Sports
U.S. Open: Mad Scientist turned Mr. Popular Bryson DeChambeau leads the way
PINEHURST, N.C. — Sometime around the time that the leaders made the turn on Saturday evening at Pinehurst No. 2, the temperature started to drop. Oh, it was still warm enough to smoke brisket, but it was a pleasant change from the iron-melting temperatures earlier in the day.
The galleries that had spent an entire day in the brutal heat got what they wanted, and deserved, on the back half of Saturday’s third round of the U.S. Open. Bryson DeChambeau, golf’s newest folk hero, won the love of the entire Pinehurst gallery Saturday afternoon, pumping his fists, pointing at the grandstands, slinging balls into the crowd. And he rode that love to a three-shot lead over the field, finishing the day at -7.
“Made a lot of great putts today, I’ll tell you that,” DeChambeau said after the round. “Pleased with how I struck it for the most part. Got to work on that just a little bit, but I feel pretty confident over the tee shots.”
Earlier in the round, the day had seemed to belong to Matthieu Pavon. There’s not a whole lot of geography in Pavon’s native France that resembles the tall pines and sand-and-wiregrass rough of Pinehurst, but that didn’t seem to matter, as Pavon found a new gear on the front nine — but struggled to hold on over the back nine.
“The course is really showing its teeth so far. It’s a tough one,” Pavon said. “You feel like sometimes you are flying a little bit, your game, everything is going on, and then at some point you just miss one green, can see a bogey, and then all of a sudden it starts to be harder in your mind and in your game, and you still have to finish the round.”
Pavon came from two strokes back to catch overnight leader Ludvig Åberg, part of a chaotic wrestling match that saw five players — including DeChambeau, Finau and Rory McIlroy — spending most of the round within a stroke or two of the lead. Finally, however, Pavon, McIlroy and Patrick Cantlay ended the day at -4, with Åberg and Hideki Matsuyama ending the day at -2. Catastrophic holes, and rounds, destroyed the hopes of Tony Finau and Thomas Detry, who had been very much in the mix heading into Saturday.
“I love the test that Pinehurst is presenting, and you’ve got to focus and concentrate on every single shot out there,” McIlroy said. “It’s what a U.S. Open should be like. It’s obviously great to be in the mix.”
Most players earlier in the day sweated their way through miserable rounds. Scottie Scheffler, for instance, called U.S. Open golf a “miserable torture chamber” after his 1-over round left him at 6-over for the tournament. The one survivor: Collin Morikawa, who started the day at 4-over and ended it at even par, good enough to keep him on the fringes of the top 10.
That’s how much of a test Pinehurst presented on Saturday.
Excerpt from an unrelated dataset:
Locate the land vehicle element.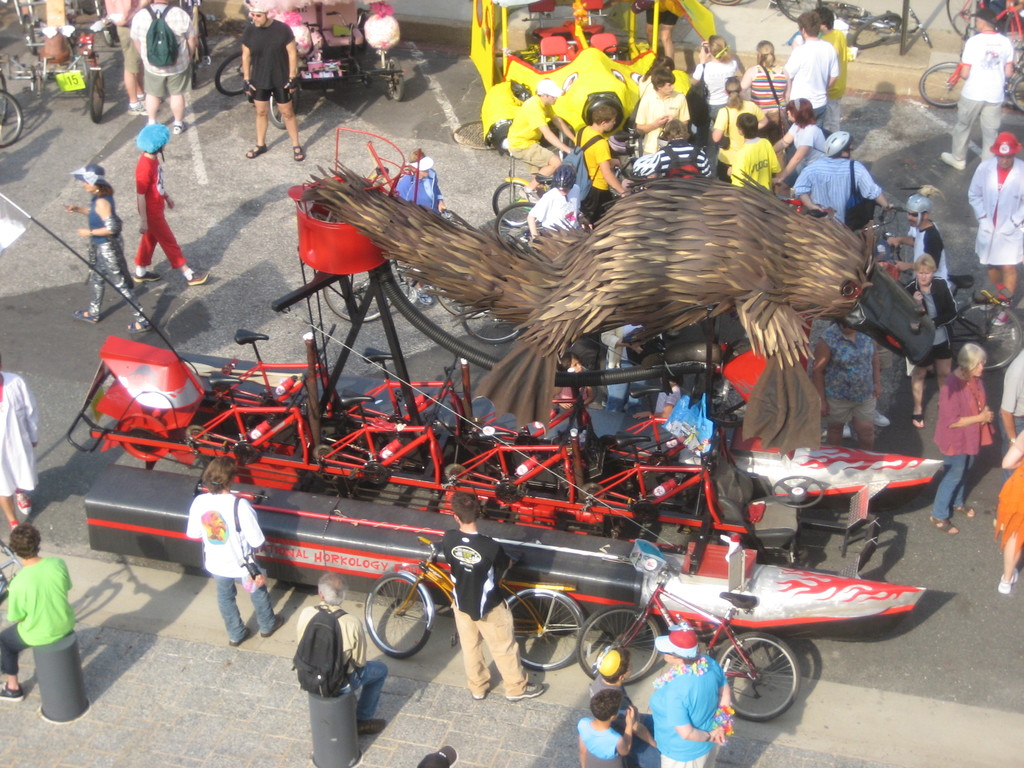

Playing once again at an average of three strokes above par, No. 2 gave the USGA exactly what it’s always looking for — a fair, but unforgiving challenge. Just eight players are under par after 54 holes … and leading the way is DeChambeau by three.
The Mad Scientist turned Most Popular Player on the Course was pure entertainment. In one 60-minute stretch he …
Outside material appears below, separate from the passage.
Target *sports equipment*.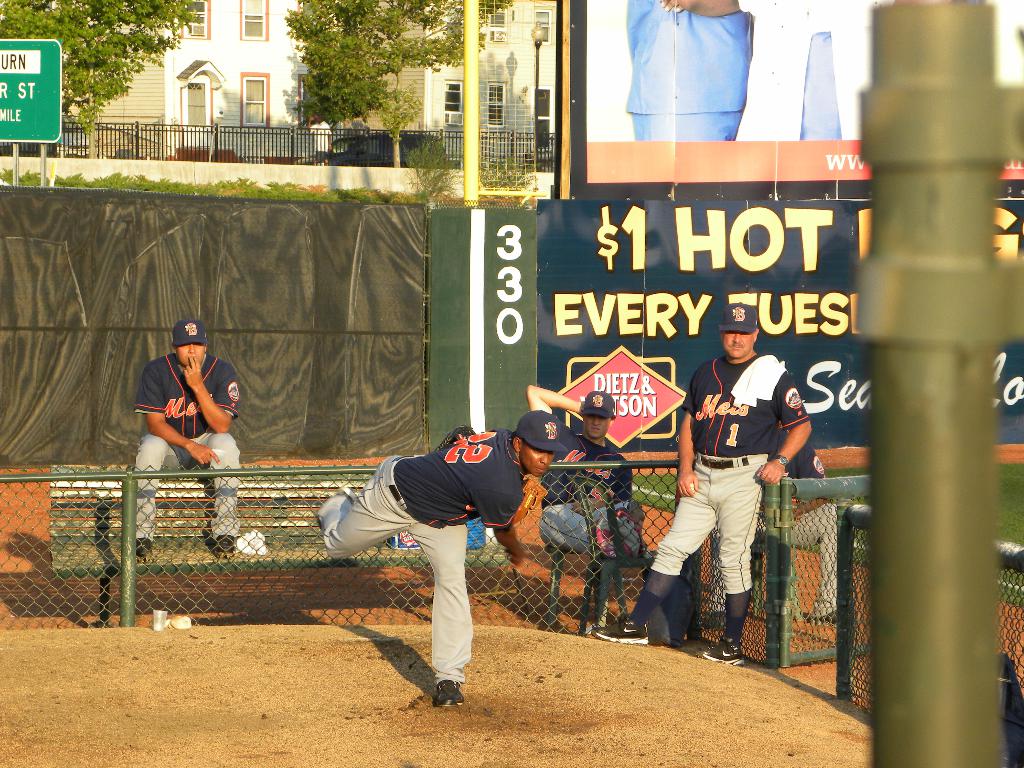
Target region: {"left": 515, "top": 474, "right": 546, "bottom": 524}.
… hit a six-iron second shot from 257 yards out into a 610-yard par 5. (He would birdie.)
… called for his “physio” guy because of apparent tightness in his hips. Here’s what that looked like:
… birdied the 11th with an emphatic fist pump to take a two-shot lead.
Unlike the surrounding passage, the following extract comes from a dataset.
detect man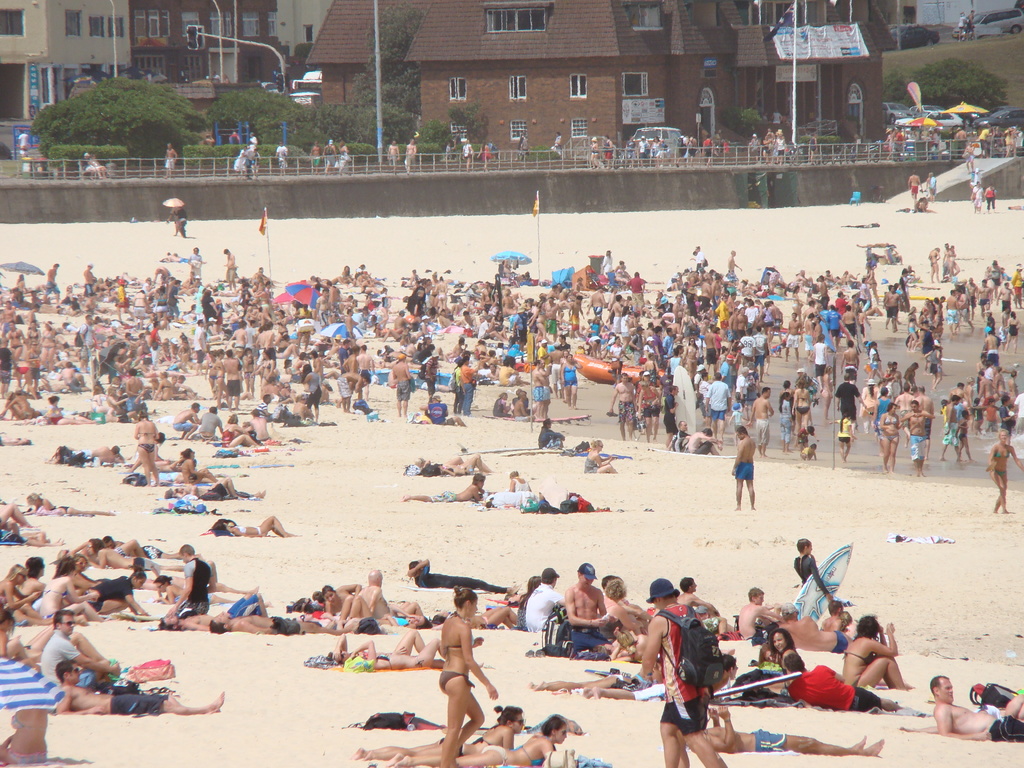
{"left": 82, "top": 151, "right": 97, "bottom": 182}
… and apologized to fans urging him to try to drive the green at 13. “Don’t boo me,” he said as he grabbed an iron. “I’m sorry.” (He’d birdie that hole, too.)
While pretty much every LIV player has turned into persona non grata since moving to the rival tour — see Phil Mickelson’s lonely walk on Friday — DeChambeau has managed to up his Q score. He’s signing autographs in the middle of his round, is racking up millions of views on YouTube and is still hitting bombs.
He finished sixth at the Masters, runner-up at the PGA Championship and will be in the final group Sunday.
Åberg, playing in his first U.S. Open, held steady until a triple at 13. After taking the lead with three birdies and no bogeys on his front nine, Pavon posted a pair of bogeys against zero birdies on the back. McIlroy had it to 6-under, but bogeys at 15 and 17 derailed an otherwise solid round.
None could match DeChambeau’s charge, even with his double bogey at 16. He’d follow that up with a birdie 2 at 17.
A par at 18 gave DeChambeau a 3-under 67, a 54-hole lead, and the best shot he’s had in a U.S. Open since he won this tournament back in 2020.